Placed into operation in 1962, the ORIC was one of the world’s first cyclotrons to exploit azimuthally varying field focusing. It provided a wide variety of particle beams for nuclear physics and chemistry experiments.

In the 1970s, ORNL added the 25-million volt Tandem Electrostatic Accelerator and the ORIC was reconfigured to serve as a booster accelerator. In 1980, the resulting Holifield Heavy Ion Research Facility — named for U.S. Rep. Chet Holifield, an atomic energy advocate — was identified as a DOE national user facility to provide more than 70 ion species for researchers worldwide.

Growing interest in research using beams of short-lived radioactive ions led to another reconfiguration of the facility, with the ORIC serving as a driver accelerator to produce radioactive ion species that were then injected into and accelerated by the 25-MV tandem. The new configuration, opened in 1997, was renamed the Holifield Radioactive Ion Beam Facility (HRIBF).

Through world-leading isotope separation developments, the HRIBF provided high-quality beams of 200 rare isotopes. More than 50 of these were produced at world-record intensity.
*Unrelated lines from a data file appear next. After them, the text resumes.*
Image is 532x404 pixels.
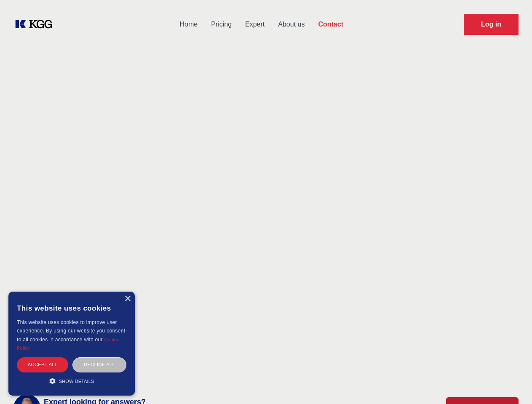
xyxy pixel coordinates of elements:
[238,13,271,36] a: Expert
[13,18,59,31] a: KOL Knowledge Platform: Talk to Key External Experts (KEE)
[17,298,126,318] div: This website uses cookies
[311,13,350,36] a: Contact
[17,319,125,342] span: This website uses cookies to improve user experience. By using our website you consent to all coo...
[17,376,126,385] div: Show details
[17,358,68,372] div: Accept all
[463,14,518,35] a: Request Demo
[204,13,238,36] a: Pricing
[59,379,94,383] span: Show details
[489,364,532,404] iframe: Chat Widget
[124,296,131,302] div: Close
[17,337,120,350] a: Cookie Policy
[173,13,204,36] a: Home
[72,358,126,372] div: Decline all
[271,13,311,36] a: About us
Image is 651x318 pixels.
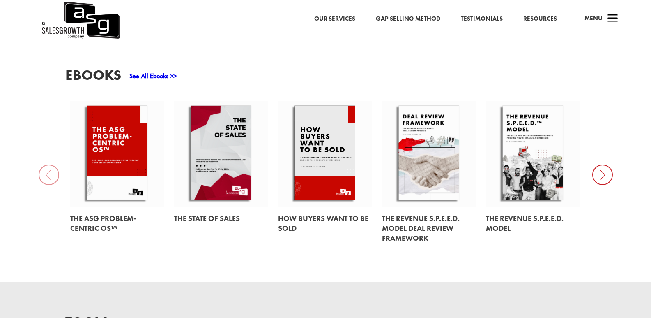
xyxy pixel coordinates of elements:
a: See All Ebooks >> [129,71,177,80]
span: a [605,11,621,27]
a: Testimonials [461,14,503,24]
a: Resources [523,14,557,24]
h3: EBooks [65,68,121,86]
a: Gap Selling Method [376,14,440,24]
a: Our Services [314,14,355,24]
span: Menu [584,14,603,22]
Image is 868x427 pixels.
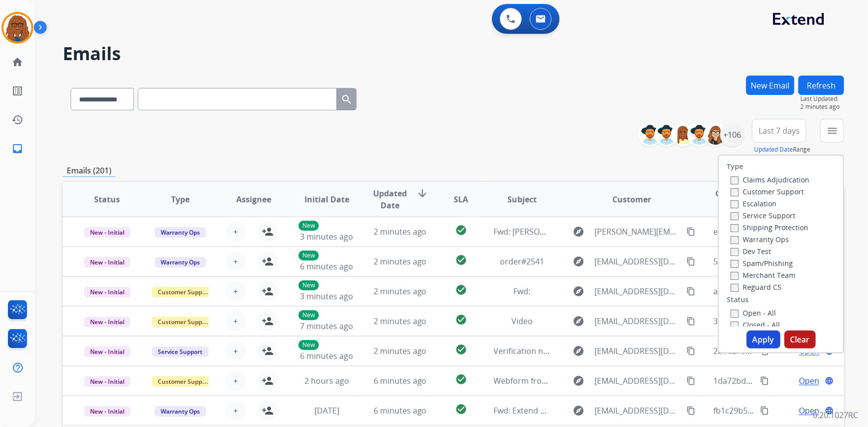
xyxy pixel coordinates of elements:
[686,406,696,415] mat-icon: content_copy
[731,200,739,209] input: Escalation
[171,193,190,205] span: Type
[94,193,120,205] span: Status
[299,280,319,290] p: New
[455,284,467,296] mat-icon: check_circle
[11,56,23,68] mat-icon: home
[299,251,319,261] p: New
[84,406,130,416] span: New - Initial
[746,331,781,348] button: Apply
[727,162,743,172] label: Type
[686,227,696,236] mat-icon: content_copy
[300,261,353,272] span: 6 minutes ago
[595,226,682,238] span: [PERSON_NAME][EMAIL_ADDRESS][PERSON_NAME][DOMAIN_NAME]
[455,374,467,385] mat-icon: check_circle
[3,14,31,42] img: avatar
[262,405,273,416] mat-icon: person_add
[595,255,682,267] span: [EMAIL_ADDRESS][DOMAIN_NAME]
[233,255,238,267] span: +
[11,114,23,126] mat-icon: history
[746,75,795,95] button: New Email
[731,188,739,196] input: Customer Support
[758,129,800,133] span: Last 7 days
[801,95,844,103] span: Last Updated:
[573,315,585,327] mat-icon: explore
[314,405,340,416] span: [DATE]
[507,193,537,205] span: Subject
[826,125,838,137] mat-icon: menu
[595,285,682,297] span: [EMAIL_ADDRESS][DOMAIN_NAME]
[731,321,739,329] input: Closed - All
[236,193,271,205] span: Assignee
[514,286,531,297] span: Fwd:
[305,193,349,205] span: Initial Date
[84,376,130,387] span: New - Initial
[825,406,834,415] mat-icon: language
[374,226,427,237] span: 2 minutes ago
[11,143,23,154] mat-icon: inbox
[455,224,467,236] mat-icon: check_circle
[731,248,739,256] input: Dev Test
[372,187,408,211] span: Updated Date
[305,376,349,386] span: 2 hours ago
[455,403,467,415] mat-icon: check_circle
[731,310,739,317] input: Open - All
[84,317,130,327] span: New - Initial
[233,226,238,238] span: +
[262,255,273,267] mat-icon: person_add
[374,376,427,386] span: 6 minutes ago
[374,345,427,356] span: 2 minutes ago
[84,287,130,297] span: New - Initial
[262,285,273,297] mat-icon: person_add
[84,227,130,238] span: New - Initial
[754,145,811,154] span: Range
[494,376,719,386] span: Webform from [EMAIL_ADDRESS][DOMAIN_NAME] on [DATE]
[760,406,769,415] mat-icon: content_copy
[84,346,130,357] span: New - Initial
[713,256,865,267] span: 57f98bb0-4bad-4948-82af-237171e56bb2
[731,222,809,232] label: Shipping Protection
[341,94,353,106] mat-icon: search
[500,256,544,267] span: order#2541
[155,257,206,267] span: Warranty Ops
[300,321,353,331] span: 7 minutes ago
[595,315,682,327] span: [EMAIL_ADDRESS][DOMAIN_NAME]
[226,222,246,242] button: +
[63,44,844,63] h2: Emails
[155,406,206,416] span: Warranty Ops
[760,376,769,385] mat-icon: content_copy
[785,331,816,348] button: Clear
[595,375,682,387] span: [EMAIL_ADDRESS][DOMAIN_NAME]
[731,284,739,292] input: Reguard CS
[686,257,696,266] mat-icon: content_copy
[374,286,427,297] span: 2 minutes ago
[713,187,770,211] span: Conversation ID
[731,224,739,232] input: Shipping Protection
[713,315,867,327] span: 39e2eb17-7996-436d-a419-188bf6ab8476
[799,375,819,387] span: Open
[731,259,793,268] label: Spam/Phishing
[84,257,130,267] span: New - Initial
[752,119,807,143] button: Last 7 days
[374,256,427,267] span: 2 minutes ago
[731,320,780,329] label: Closed - All
[454,193,468,205] span: SLA
[731,211,795,220] label: Service Support
[731,187,804,196] label: Customer Support
[573,285,585,297] mat-icon: explore
[262,226,273,238] mat-icon: person_add
[226,341,246,361] button: +
[152,287,217,297] span: Customer Support
[801,103,844,111] span: 2 minutes ago
[731,247,771,256] label: Dev Test
[494,226,575,237] span: Fwd: [PERSON_NAME]
[727,295,748,305] label: Status
[226,311,246,331] button: +
[262,315,273,327] mat-icon: person_add
[595,405,682,416] span: [EMAIL_ADDRESS][DOMAIN_NAME]
[455,313,467,325] mat-icon: check_circle
[731,282,781,292] label: Reguard CS
[233,345,238,357] span: +
[152,346,209,357] span: Service Support
[613,193,652,205] span: Customer
[494,405,680,416] span: Fwd: Extend Warranty copy from [PERSON_NAME]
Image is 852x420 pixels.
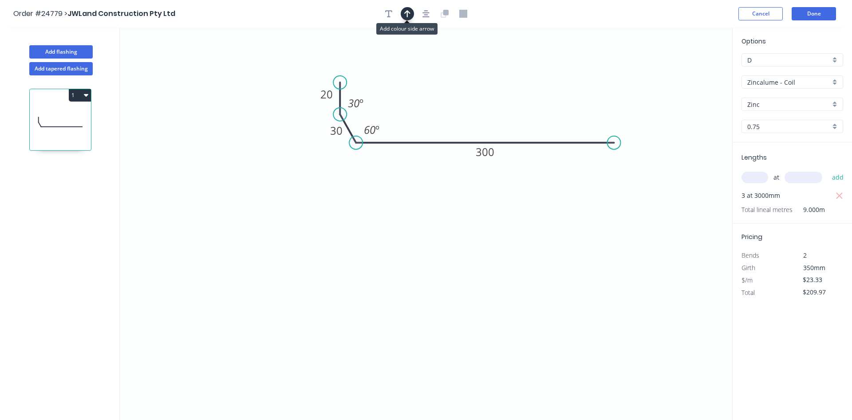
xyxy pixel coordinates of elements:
[742,264,755,272] span: Girth
[742,204,793,216] span: Total lineal metres
[773,171,779,184] span: at
[747,55,830,65] input: Price level
[742,189,780,202] span: 3 at 3000mm
[359,96,363,110] tspan: º
[747,100,830,109] input: Colour
[742,153,767,162] span: Lengths
[67,8,175,19] span: JWLand Construction Pty Ltd
[120,28,732,420] svg: 0
[793,204,825,216] span: 9.000m
[792,7,836,20] button: Done
[348,96,359,110] tspan: 30
[738,7,783,20] button: Cancel
[476,145,494,159] tspan: 300
[376,23,438,35] div: Add colour side arrow
[747,78,830,87] input: Material
[330,123,343,138] tspan: 30
[747,122,830,131] input: Thickness
[742,233,762,241] span: Pricing
[364,122,375,137] tspan: 60
[29,62,93,75] button: Add tapered flashing
[742,251,759,260] span: Bends
[742,288,755,297] span: Total
[320,87,333,102] tspan: 20
[13,8,67,19] span: Order #24779 >
[375,122,379,137] tspan: º
[803,251,807,260] span: 2
[742,276,753,284] span: $/m
[69,89,91,102] button: 1
[29,45,93,59] button: Add flashing
[828,170,848,185] button: add
[803,264,825,272] span: 350mm
[742,37,766,46] span: Options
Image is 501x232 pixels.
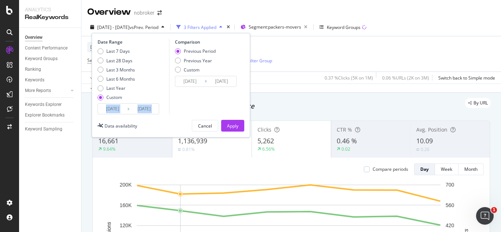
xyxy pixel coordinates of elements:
div: 6.56% [262,146,275,152]
div: Custom [184,67,200,73]
span: Search Type [87,57,113,64]
span: CTR % [337,126,352,133]
div: Custom [106,94,122,101]
div: Content Performance [25,44,68,52]
div: Ranking [25,66,41,73]
text: 160K [120,203,132,209]
div: times [225,23,232,31]
span: 5,262 [258,137,274,145]
div: Apply [227,123,239,129]
div: Custom [175,67,216,73]
a: Keywords Explorer [25,101,76,109]
div: Keywords Explorer [25,101,62,109]
div: Previous Period [175,48,216,54]
a: More Reports [25,87,69,95]
button: Apply [221,120,244,132]
div: 0.81% [182,146,195,153]
button: Cancel [192,120,218,132]
div: Custom [98,94,135,101]
button: 3 Filters Applied [174,21,225,33]
div: Explorer Bookmarks [25,112,65,119]
div: Overview [25,34,43,41]
div: Last 6 Months [98,76,135,82]
div: Last 6 Months [106,76,135,82]
div: Switch back to Simple mode [439,75,496,81]
span: Avg. Position [417,126,448,133]
div: Date Range [98,39,167,45]
div: 0.26 [421,146,430,153]
input: End Date [130,104,159,114]
div: Compare periods [373,166,409,173]
div: Data availability [105,123,137,129]
span: By URL [474,101,488,105]
button: Week [435,164,459,175]
button: Add Filter Group [229,56,272,65]
div: Analytics [25,6,75,13]
div: Last 3 Months [98,67,135,73]
div: Previous Year [175,58,216,64]
input: End Date [207,76,236,87]
button: [DATE] - [DATE]vsPrev. Period [87,21,167,33]
div: Last 7 Days [98,48,135,54]
a: Overview [25,34,76,41]
div: Last 28 Days [106,58,133,64]
a: Keywords [25,76,76,84]
div: Comparison [175,39,239,45]
span: Segment: packers-movers [249,24,301,30]
text: 560 [446,203,455,209]
div: Last 28 Days [98,58,135,64]
img: Equal [417,149,420,151]
text: 420 [446,223,455,229]
span: vs Prev. Period [130,24,159,30]
span: 0.46 % [337,137,357,145]
text: 200K [120,182,132,188]
text: 700 [446,182,455,188]
img: Equal [178,149,181,151]
span: 1,136,939 [178,137,207,145]
iframe: Intercom live chat [476,207,494,225]
button: Switch back to Simple mode [436,72,496,84]
div: 0.02 [342,146,351,152]
div: 9.64% [103,146,116,152]
div: legacy label [465,98,491,108]
div: Keywords [25,76,44,84]
button: Month [459,164,484,175]
a: Keyword Sampling [25,126,76,133]
button: Apply [87,72,109,84]
button: Segment:packers-movers [238,21,311,33]
div: Cancel [198,123,212,129]
input: Start Date [175,76,205,87]
span: Device [90,44,104,50]
div: 0.06 % URLs ( 2K on 3M ) [383,75,429,81]
div: Last 7 Days [106,48,130,54]
div: arrow-right-arrow-left [157,10,162,15]
span: 1 [492,207,497,213]
button: Keyword Groups [317,21,370,33]
div: 0.37 % Clicks ( 5K on 1M ) [325,75,373,81]
div: Previous Year [184,58,212,64]
div: Overview [87,6,131,18]
div: nobroker [134,9,155,17]
div: Last Year [98,85,135,91]
div: Last 3 Months [106,67,135,73]
text: 120K [120,223,132,229]
div: Keyword Groups [25,55,58,63]
span: Clicks [258,126,272,133]
a: Explorer Bookmarks [25,112,76,119]
div: Day [421,166,429,173]
div: Last Year [106,85,126,91]
button: Day [414,164,435,175]
span: [DATE] - [DATE] [97,24,130,30]
div: Keyword Groups [327,24,361,30]
a: Ranking [25,66,76,73]
div: Add Filter Group [239,58,272,64]
div: More Reports [25,87,51,95]
input: Start Date [98,104,127,114]
div: 3 Filters Applied [184,24,217,30]
div: Keyword Sampling [25,126,62,133]
div: RealKeywords [25,13,75,22]
div: Previous Period [184,48,216,54]
a: Content Performance [25,44,76,52]
span: 16,661 [98,137,119,145]
a: Keyword Groups [25,55,76,63]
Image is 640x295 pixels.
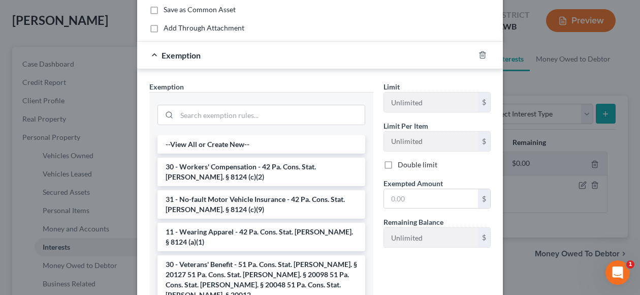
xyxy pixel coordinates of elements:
input: 0.00 [384,189,478,208]
input: -- [384,228,478,247]
span: 1 [626,260,634,268]
li: --View All or Create New-- [157,135,365,153]
input: -- [384,132,478,151]
li: 31 - No-fault Motor Vehicle Insurance - 42 Pa. Cons. Stat. [PERSON_NAME]. § 8124 (c)(9) [157,190,365,218]
div: $ [478,92,490,112]
div: $ [478,132,490,151]
input: -- [384,92,478,112]
label: Remaining Balance [383,216,443,227]
div: $ [478,189,490,208]
li: 11 - Wearing Apparel - 42 Pa. Cons. Stat. [PERSON_NAME]. § 8124 (a)(1) [157,222,365,251]
label: Save as Common Asset [164,5,236,15]
span: Exempted Amount [383,179,443,187]
span: Exemption [162,50,201,60]
input: Search exemption rules... [177,105,365,124]
label: Add Through Attachment [164,23,244,33]
label: Limit Per Item [383,120,428,131]
iframe: Intercom live chat [605,260,630,284]
div: $ [478,228,490,247]
span: Limit [383,82,400,91]
label: Double limit [398,159,437,170]
span: Exemption [149,82,184,91]
li: 30 - Workers' Compensation - 42 Pa. Cons. Stat. [PERSON_NAME]. § 8124 (c)(2) [157,157,365,186]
The exceptional scientific and technical abilities of the HRIBF staff and instrumentation enabled ground-breaking achievements including the first measurement with a reaccelerated unstable beam in North America, the first acceleration of neutron-rich fission fragments leading to the confirmation of the doubly magic nature of the heavy tin isotope 132Sn, pioneering experiments on the giant quadrupole resonance in nuclei, and dramatic new insights into numerous nuclear reactions that drive the evolution of the cosmos.

The Holifield Facility was placed in shutdown status in 2012, which marked its 50th year of operation.iii

"I want especially to highlight the confirmation of the doubly magic nature of the heavy isotope tin 132 (132Sn), a tour-de-force experiment that brought HRIBF well-deserved recognition in the broader community, including the cover story in the August 2010 issue of Physics Today," said Greene, in her remarks.


i Fact Sheet, ORNL, https://www.ornl.gov/sites/default/files/fact.pdf
ii IBID
iii American Physical Society names ORNL’s Holifield Facility historic physics site, press release, July 25, 2016,
https://www.ornl.gov/news/american-physical-society-names-ornl-s-holifield-facility-historic-physics-site

Oak Ridge site on Physics Today cover

Photo: Physics Today

The 25 MV Tandem Electrostatic Accelerator at the Holifield Facility, as pictured on the August 2010 cover of Physics Today.